B. One does not have the duty to respect and love parents who have not earned it by their behaviour and attitudes.

i took the “A. Always” responses and plotted them against the 2011 Corruption Perceptions Index results — and got a correlation of -0.72 (so the more you feel you should always love/respect your parents no matter how horrible they are, the more corrupt you’re likely to be – click on chart for LARGER view):

here’s the data table for the above chart sorted by the “Always” responses (highest to lowest). i’ve got the fbd marriage groups (the arabs & co.) in red, and the european groups that i think have been outbreeding for the longest (netherlands, germany, great britain, belgium and france — there might be a few more that need to be included — like the swedes?) in blue (click on table for LARGER view):

note that the italians exhibit much more familism (79.40%) on this scale than the population of great britain (65.10%) and are also more corrupt (3.9 on the cpi versus 7.8 for the british). this appears to support what i found in my familism in the u.s. of a. post the other day — that italian-americans are more familistic than anglo-americans. (see this post for some recent history on inbreeding in italy.)
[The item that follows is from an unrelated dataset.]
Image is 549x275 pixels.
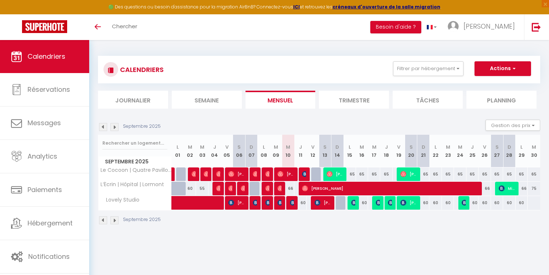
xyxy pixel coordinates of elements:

similarly, the irish (in ireland) respect their parents no matter what more than the british (71.90% vs. 65.10%), but they’re not at all as corrupt as the italians (7.5 on the cpi). and the roman catholic irish in the u.s. are more familistic than anglo-americans. (see this post for a brief history of inbreeding/mating patterns in ireland.)

and mexicans! 90.20% said they’d respect their parents no matter what. 3.0 on the cpi. and very familistic in the u.s. (see this post for a little info on the history of inbreeding/mating patterns in part of mexico.)

these, i think, are innate, not just learned, feelings (reinforced by cultural practices, i’m sure), and they’re not going to change anytime soon as shown by the fact that italian- and irish-americans are still very familistic despite living amongst the anglo-americans for several generations now.